Service Design Blueprints

Service design blueprinting is the process of identifying and documenting how the internal processes of an organization connect with the outward-facing touchpoints of customers. Service blueprints are often paired with customer experience journey maps to capture a comprehensive picture of how organizational activities and processes align (or misalign) with customer experience touchpoints.

Service blueprints are often paired with customer experience journey maps to capture a comprehensive picture of how organizational activities and processes align (or misalign) with customer experience touchpoints.

Though service blueprints come in a variety of formats, some more visual than others, a typical service blueprint will document:

  • Customer actions, choices, and steps (often in the form of a journey map)
  • Artifacts and places relevant to an organization that are encountered by customers throughout their experience journey
  • The organizational "frontstage" actions and activities that occur and are visible to customers
  • The organizational "backstage" actions and activities that occur in support of front stage activities, but are not visible to customers
  • Internal processes that must occur in order to support and enable the frontstage and backstage actions

A service blueprint provides a comprehensive understanding of the internal organizational processes that underlie customer touchpoints, allowing companies to identify how they may not be currently optimized to provide the best experience to customers. This is especially valuable when poor customer experiences are not tied to a specific interface or touchpoint, but to systemic issues that can only be solved through organizational change.

What Is a Service Design Blueprint?

A service design blueprint is a diagram that shows all the steps in a customer journey and all the internal processes that flow into them.

For example, if the first touchpoint in the customer's pathway is a store visit, one internal process might be an employee greeting the patron. Next, as the customer browses, the inventory manager has invisibly kept items in-stock.

The service design diagram is divided into what the customer can see and what they cannot see. So if one moment in the customer journey involves the user speaking with a sales rep via live chat, the part they see is the messaging interface. Behind the scenes, the employee responds in real-time, supported by web technology.

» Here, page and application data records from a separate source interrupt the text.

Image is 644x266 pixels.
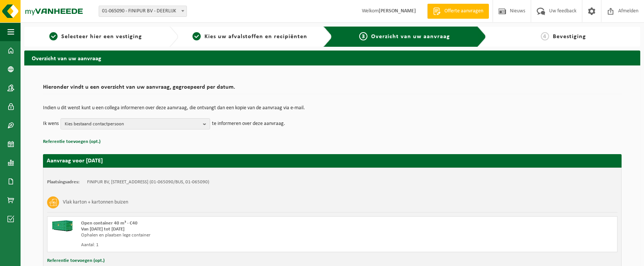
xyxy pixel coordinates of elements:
[443,7,485,15] span: Offerte aanvragen
[81,242,362,248] div: Aantal: 1
[205,34,307,40] span: Kies uw afvalstoffen en recipiënten
[427,4,489,19] a: Offerte aanvragen
[379,8,416,14] strong: [PERSON_NAME]
[47,180,80,184] strong: Plaatsingsadres:
[182,32,317,41] a: 2Kies uw afvalstoffen en recipiënten
[212,118,285,129] p: te informeren over deze aanvraag.
[359,32,368,40] span: 3
[24,50,640,65] h2: Overzicht van uw aanvraag
[371,34,450,40] span: Overzicht van uw aanvraag
[541,32,549,40] span: 4
[553,34,586,40] span: Bevestiging
[43,137,101,147] button: Referentie toevoegen (opt.)
[81,232,362,238] div: Ophalen en plaatsen lege container
[49,32,58,40] span: 1
[65,118,200,130] span: Kies bestaand contactpersoon
[43,105,622,110] p: Indien u dit wenst kunt u een collega informeren over deze aanvraag, die ontvangt dan een kopie v...
[81,220,138,226] span: Open container 40 m³ - C40
[61,34,142,40] span: Selecteer hier een vestiging
[43,84,622,94] h2: Hieronder vindt u een overzicht van uw aanvraag, gegroepeerd per datum.
[47,158,103,164] strong: Aanvraag voor [DATE]
[99,6,187,17] span: 01-065090 - FINIPUR BV - DEERLIJK
[51,220,74,231] img: HK-XC-40-GN-00.png
[87,179,209,185] td: FINIPUR BV, [STREET_ADDRESS] (01-065090/BUS, 01-065090)
[61,118,210,129] button: Kies bestaand contactpersoon
[63,196,128,208] h3: Vlak karton + kartonnen buizen
[193,32,201,40] span: 2
[28,32,163,41] a: 1Selecteer hier een vestiging
[43,118,59,129] p: Ik wens
[47,256,105,265] button: Referentie toevoegen (opt.)
[99,6,186,16] span: 01-065090 - FINIPUR BV - DEERLIJK
[81,227,125,231] strong: Van [DATE] tot [DATE]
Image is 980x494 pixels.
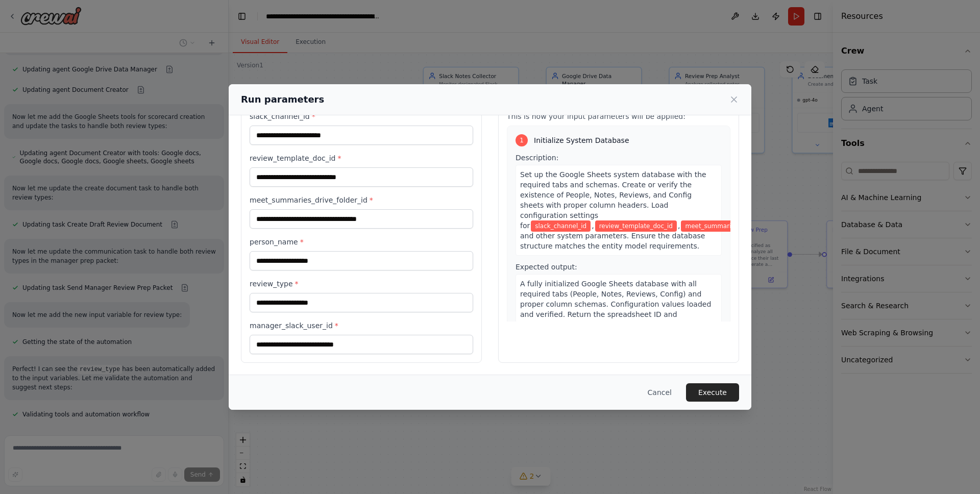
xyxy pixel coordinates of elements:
p: This is how your input parameters will be applied: [507,111,730,122]
span: Variable: meet_summaries_drive_folder_id [681,220,790,232]
span: Variable: review_template_doc_id [596,220,677,232]
label: person_name [250,237,473,247]
button: Cancel [640,383,680,402]
span: Initialize System Database [534,136,629,145]
label: review_type [250,279,473,289]
label: slack_channel_id [250,111,473,122]
span: Expected output: [516,263,577,271]
label: meet_summaries_drive_folder_id [250,195,473,205]
span: Description: [516,154,559,162]
span: , [591,221,593,230]
button: Execute [686,383,739,402]
span: Set up the Google Sheets system database with the required tabs and schemas. Create or verify the... [520,170,707,230]
span: A fully initialized Google Sheets database with all required tabs (People, Notes, Reviews, Config... [520,279,711,328]
label: manager_slack_user_id [250,321,473,330]
span: Variable: slack_channel_id [531,220,591,232]
label: review_template_doc_id [250,153,473,164]
span: , [678,221,680,230]
h2: Run parameters [241,92,324,107]
div: 1 [516,134,528,147]
span: , and other system parameters. Ensure the database structure matches the entity model requirements. [520,221,794,250]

Each half of the blueprint is further divided by interaction points. On the front end, arrows represent connections between the company and the customer. The customer uses the website or speaks with sales associates, for example. On the back end, invisible actions supporting the customer journey interact with internal processes. A third-party supplier might engage with the inventory management system or the employee in charge of reorders.

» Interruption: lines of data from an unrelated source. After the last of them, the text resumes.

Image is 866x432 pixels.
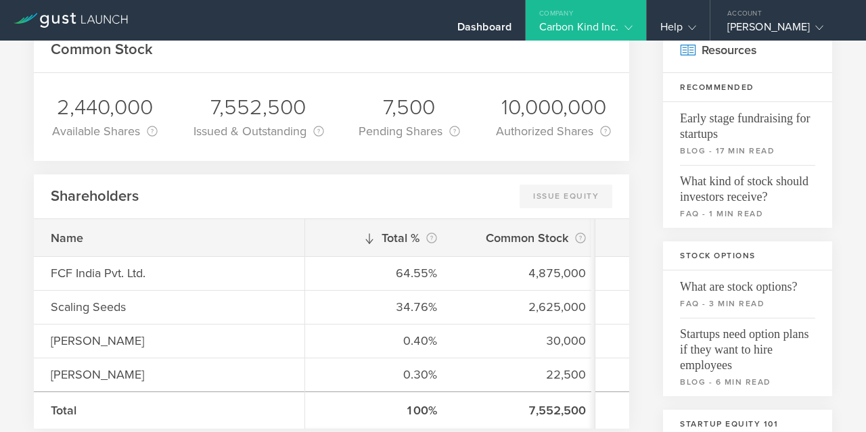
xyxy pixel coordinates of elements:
[322,332,437,350] div: 0.40%
[727,20,842,41] div: [PERSON_NAME]
[471,265,586,282] div: 4,875,000
[52,122,158,141] div: Available Shares
[680,165,815,205] span: What kind of stock should investors receive?
[471,366,586,384] div: 22,500
[496,93,611,122] div: 10,000,000
[471,402,586,419] div: 7,552,500
[471,229,586,248] div: Common Stock
[359,122,460,141] div: Pending Shares
[51,332,288,350] div: [PERSON_NAME]
[680,208,815,220] small: faq - 1 min read
[322,298,437,316] div: 34.76%
[663,271,832,318] a: What are stock options?faq - 3 min read
[194,93,322,122] div: 7,552,500
[680,102,815,142] span: Early stage fundraising for startups
[663,73,832,102] h3: Recommended
[663,318,832,396] a: Startups need option plans if they want to hire employeesblog - 6 min read
[471,298,586,316] div: 2,625,000
[539,20,633,41] div: Carbon Kind Inc.
[663,102,832,165] a: Early stage fundraising for startupsblog - 17 min read
[322,366,437,384] div: 0.30%
[680,298,815,310] small: faq - 3 min read
[51,265,288,282] div: FCF India Pvt. Ltd.
[51,298,288,316] div: Scaling Seeds
[471,332,586,350] div: 30,000
[663,242,832,271] h3: Stock Options
[663,165,832,228] a: What kind of stock should investors receive?faq - 1 min read
[680,318,815,373] span: Startups need option plans if they want to hire employees
[359,93,460,122] div: 7,500
[457,20,512,41] div: Dashboard
[680,145,815,157] small: blog - 17 min read
[322,402,437,419] div: 100%
[51,402,288,419] div: Total
[51,229,288,247] div: Name
[798,367,866,432] iframe: Chat Widget
[322,265,437,282] div: 64.55%
[194,122,322,141] div: Issued & Outstanding
[51,366,288,384] div: [PERSON_NAME]
[51,40,153,60] h2: Common Stock
[660,20,696,41] div: Help
[322,229,437,248] div: Total %
[496,122,611,141] div: Authorized Shares
[51,187,139,206] h2: Shareholders
[680,376,815,388] small: blog - 6 min read
[663,28,832,73] h2: Resources
[52,93,158,122] div: 2,440,000
[680,271,815,295] span: What are stock options?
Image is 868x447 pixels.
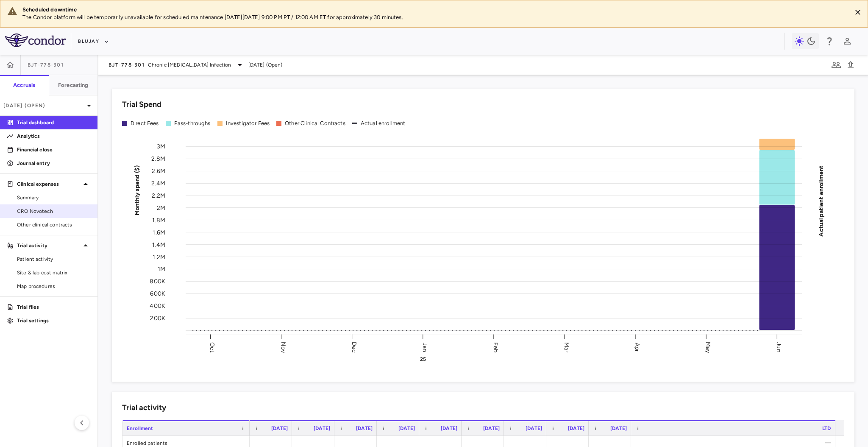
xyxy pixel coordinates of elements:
span: CRO Novotech [17,207,91,215]
h6: Trial Spend [122,99,162,110]
img: logo-full-SnFGN8VE.png [5,33,66,47]
p: [DATE] (Open) [3,102,84,109]
span: [DATE] (Open) [249,61,283,69]
text: 25 [420,356,426,362]
div: Pass-throughs [175,119,211,127]
tspan: 400K [150,302,165,310]
span: [DATE] [610,425,627,431]
tspan: Actual patient enrollment [818,165,825,236]
p: Trial settings [17,316,91,324]
span: [DATE] [441,425,458,431]
div: Direct Fees [131,119,159,127]
span: Site & lab cost matrix [17,269,91,276]
h6: Accruals [13,82,36,89]
text: Jan [422,342,428,351]
p: Trial files [17,303,91,310]
text: Jun [776,342,783,352]
tspan: 800K [150,278,165,285]
tspan: 600K [150,290,165,297]
p: Trial activity [17,242,81,249]
text: May [705,341,712,353]
tspan: 1.8M [152,216,165,224]
tspan: 1.6M [153,229,165,236]
tspan: 200K [150,314,165,322]
p: The Condor platform will be temporarily unavailable for scheduled maintenance [DATE][DATE] 9:00 P... [23,14,845,21]
p: Analytics [17,132,91,140]
tspan: 3M [157,143,165,150]
div: Scheduled downtime [23,6,845,14]
span: [DATE] [356,425,372,431]
span: [DATE] [568,425,585,431]
span: Summary [17,194,91,202]
div: Other Clinical Contracts [285,119,345,127]
span: Other clinical contracts [17,220,91,229]
span: Map procedures [17,282,91,290]
span: [DATE] [399,425,415,431]
span: BJT-778-301 [27,61,63,68]
tspan: 1.4M [152,241,165,248]
h6: Trial activity [122,402,166,413]
p: Trial dashboard [17,119,91,126]
text: Feb [493,341,499,352]
tspan: 1M [158,265,165,273]
p: Financial close [17,146,91,153]
span: Patient activity [17,255,91,263]
span: [DATE] [314,425,330,431]
tspan: 1.2M [153,253,165,260]
p: Clinical expenses [17,180,81,188]
button: Blujay [78,35,110,48]
span: [DATE] [483,425,500,431]
tspan: 2.6M [152,168,165,174]
text: Mar [563,341,570,352]
tspan: 2M [157,204,165,211]
span: Chronic [MEDICAL_DATA] Infection [148,61,231,69]
text: Dec [351,341,358,352]
p: Journal entry [17,159,91,167]
tspan: 2.4M [151,180,165,187]
span: Enrollment [127,425,153,431]
tspan: 2.8M [151,155,165,162]
span: BJT-778-301 [109,61,144,68]
span: [DATE] [526,425,542,431]
div: Actual enrollment [361,119,406,127]
span: LTD [823,425,831,431]
text: Oct [209,341,216,352]
button: Close [852,6,864,19]
text: Nov [280,341,287,353]
tspan: 2.2M [152,192,165,199]
span: [DATE] [271,425,288,431]
text: Apr [634,342,641,351]
h6: Forecasting [58,82,88,89]
div: Investigator Fees [226,119,270,127]
tspan: Monthly spend ($) [134,165,141,215]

A service blueprint is an extension of a customer journey map. An organization may need several service blueprints if there are many unique customer pathways possible. An organization with physical retail, online shopping and in-store pickup options will need at least three service blueprints.

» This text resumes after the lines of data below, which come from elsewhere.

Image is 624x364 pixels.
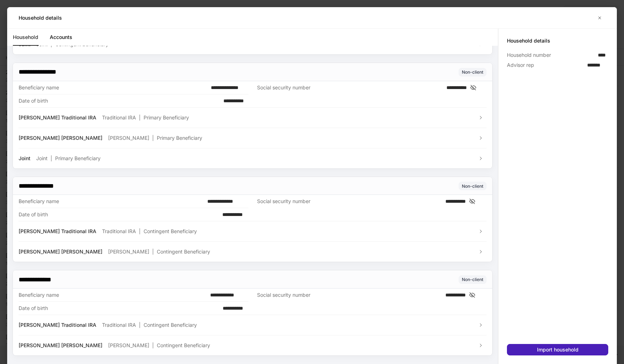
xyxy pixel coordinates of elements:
[36,155,101,162] p: Joint Primary Beneficiary
[108,248,210,255] p: [PERSON_NAME] Contingent Beneficiary
[18,135,102,142] p: [PERSON_NAME] [PERSON_NAME]
[18,198,203,205] div: Beneficiary name
[18,342,102,349] p: [PERSON_NAME] [PERSON_NAME]
[13,28,38,46] a: Household
[257,291,441,299] div: Social security number
[108,342,210,349] p: [PERSON_NAME] Contingent Beneficiary
[139,115,141,120] span: |
[18,322,96,329] p: [PERSON_NAME] Traditional IRA
[507,62,583,69] div: Advisor rep
[102,228,197,235] p: Traditional IRA Contingent Beneficiary
[507,344,608,355] button: Import household
[18,97,219,104] div: Date of birth
[152,342,154,348] span: |
[18,114,96,121] p: [PERSON_NAME] Traditional IRA
[537,347,578,352] div: Import household
[462,276,483,283] div: Non-client
[18,211,218,218] div: Date of birth
[18,84,207,91] div: Beneficiary name
[18,155,30,162] p: Joint
[507,52,593,59] div: Household number
[18,248,102,255] p: [PERSON_NAME] [PERSON_NAME]
[257,84,442,91] div: Social security number
[18,14,62,21] h5: Household details
[139,228,141,234] span: |
[257,198,441,205] div: Social security number
[152,249,154,255] span: |
[18,291,206,299] div: Beneficiary name
[102,322,197,329] p: Traditional IRA Contingent Beneficiary
[18,305,218,312] div: Date of birth
[18,228,96,235] p: [PERSON_NAME] Traditional IRA
[139,322,141,328] span: |
[108,135,202,142] p: [PERSON_NAME] Primary Beneficiary
[102,114,189,121] p: Traditional IRA Primary Beneficiary
[462,183,483,190] div: Non-client
[152,135,154,141] span: |
[462,69,483,75] div: Non-client
[507,37,608,45] h5: Household details
[50,28,72,46] a: Accounts
[50,155,52,161] span: |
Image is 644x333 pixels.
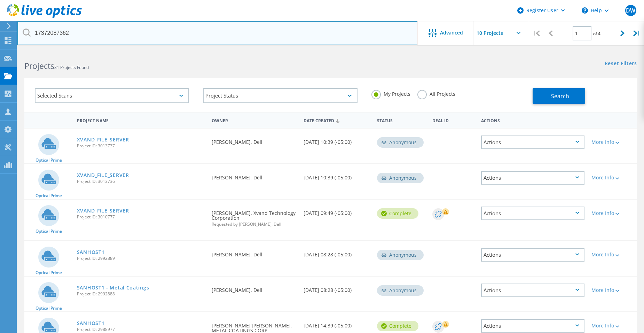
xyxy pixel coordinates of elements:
[300,200,374,223] div: [DATE] 09:49 (-05:00)
[374,114,429,127] div: Status
[300,241,374,264] div: [DATE] 08:28 (-05:00)
[24,60,54,71] b: Projects
[209,277,300,300] div: [PERSON_NAME], Dell
[481,207,585,220] div: Actions
[533,88,585,104] button: Search
[36,194,62,198] span: Optical Prime
[77,180,205,184] span: Project ID: 3013736
[77,321,105,326] a: SANHOST1
[7,15,82,20] a: Live Optics Dashboard
[481,284,585,297] div: Actions
[478,114,588,127] div: Actions
[35,88,189,103] div: Selected Scans
[630,21,644,46] div: |
[529,21,544,46] div: |
[377,250,424,260] div: Anonymous
[377,285,424,296] div: Anonymous
[429,114,478,127] div: Deal Id
[77,173,129,178] a: XVAND_FILE_SERVER
[203,88,357,103] div: Project Status
[77,285,149,290] a: SANHOST1 - Metal Coatings
[551,92,569,100] span: Search
[592,323,634,328] div: More Info
[17,21,418,45] input: Search projects by name, owner, ID, company, etc
[592,211,634,216] div: More Info
[605,61,637,67] a: Reset Filters
[36,230,62,234] span: Optical Prime
[300,114,374,127] div: Date Created
[481,136,585,149] div: Actions
[440,30,463,35] span: Advanced
[209,114,300,127] div: Owner
[592,288,634,293] div: More Info
[592,175,634,180] div: More Info
[36,271,62,275] span: Optical Prime
[209,128,300,152] div: [PERSON_NAME], Dell
[77,144,205,148] span: Project ID: 3013737
[77,250,105,255] a: SANHOST1
[594,31,601,37] span: of 4
[77,256,205,260] span: Project ID: 2992889
[209,241,300,264] div: [PERSON_NAME], Dell
[592,140,634,144] div: More Info
[377,321,419,331] div: Complete
[481,171,585,185] div: Actions
[77,209,129,213] a: XVAND_FILE_SERVER
[74,114,209,127] div: Project Name
[592,252,634,257] div: More Info
[481,319,585,333] div: Actions
[36,306,62,310] span: Optical Prime
[300,164,374,187] div: [DATE] 10:39 (-05:00)
[377,209,419,219] div: Complete
[300,128,374,152] div: [DATE] 10:39 (-05:00)
[582,7,588,14] svg: \n
[77,215,205,219] span: Project ID: 3010777
[371,90,411,96] label: My Projects
[209,200,300,234] div: [PERSON_NAME], Xvand Technology Corporation
[209,164,300,187] div: [PERSON_NAME], Dell
[77,137,129,142] a: XVAND_FILE_SERVER
[481,248,585,262] div: Actions
[418,90,456,96] label: All Projects
[300,277,374,300] div: [DATE] 08:28 (-05:00)
[377,173,424,183] div: Anonymous
[36,158,62,162] span: Optical Prime
[77,292,205,296] span: Project ID: 2992888
[211,222,296,227] span: Requested by [PERSON_NAME], Dell
[626,8,636,13] span: DW
[377,137,424,148] div: Anonymous
[77,328,205,332] span: Project ID: 2988977
[54,64,89,70] span: 31 Projects Found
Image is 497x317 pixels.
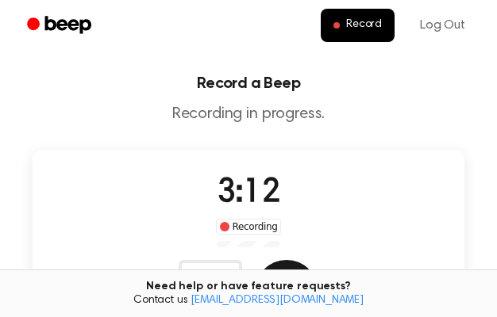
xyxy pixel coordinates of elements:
p: Recording in progress. [13,105,484,125]
h1: Record a Beep [13,76,484,92]
div: Recording [216,219,282,235]
span: Contact us [10,294,487,309]
a: Beep [16,10,106,41]
a: Log Out [404,6,481,44]
button: Record [321,9,394,42]
span: Record [346,18,382,33]
a: [EMAIL_ADDRESS][DOMAIN_NAME] [190,295,363,306]
span: 3:12 [217,177,280,210]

How to Use Service Blueprint Designs

A UX design firm like Blink can help create useful service blueprints. These diagrams offer useful insights into your organization and employees. When you need to make a company-wide shift, a detailed diagram shows where the changes are needed and why.

To use a service design map, you first need to understand the customer journey. Studies show service blueprinting is most effective when a market-oriented company has a robust knowledge of user behavior and preferences. It's an excellent tool for UX design because the process lends itself to in-depth customer research and journey mapping. It is not a tool suited for brainstorming how a new offering will look and work. Instead, it illustrates the processes that already or will exist. It can be used as an actual blueprint to bring a prototype to life before launch. More often, it's used to resolve problems in an existing organization and service.

Here are some of the uses for service blueprint designs:

  • Understand weak points: For example, imagine we are trying to discern the cause of a long wait time for customer support: the customer satisfaction department might need to be expanded; The website might not be answering simple user questions; a shipping delay may be a systemic cause of complaints and fixing it will free up your service team. In most organizations, many factors, both visible and invisible, contribute to customer challenges. Mapping out all the contributing factors helps companies find pain points and their root causes so they can address them.
  • Improve internal processes: Some organizations have a good user experience at a high cost.. The customers are happy while the company is draining time and resources supporting them. A service blueprint can identify these backstage inefficiencies to reveal opportunities for improvement.
  • Design a new service: When a service and its supporting operations are planned, the company can implement them more effectively. These diagrams can serve as a blueprint for prototypes and tests before launch. Service blueprint design firms like Blink UX, use these tools to lay out design strategy and then execute it.
  • Reveal complexities: Sometimes, processes and services are too entrenched in institutional knowledge. They become hard for anyone to fully comprehend. Individual departments are often focused on themselves and not on how they interact with other processes. They might not know how their actions impact the customer journey. Further, when many employees, teams, and suppliers collaborate, it can be helpful to map out each player's role.
  • Focus on the user: A service blueprint reveals how every process contributes to the customer journey. Employees who don't interact with customers can see how their work impacts the user experience. A service blueprint design unites an entire company's processes around UX principles.

Map Your Processes, Align Your Company

At Blink, we love breaking down the user experience from start to finish — including everything that happens behind the scenes. Service design blueprints can make teams more user-focused and more efficient. We get excited when our work helps clients break down internal silos and satisfy their customers' every need.

Give us a shout, and we'll start blueprinting your services today.

Interested in Capturing the Whole Story of How Your Organization Serves Your Customers?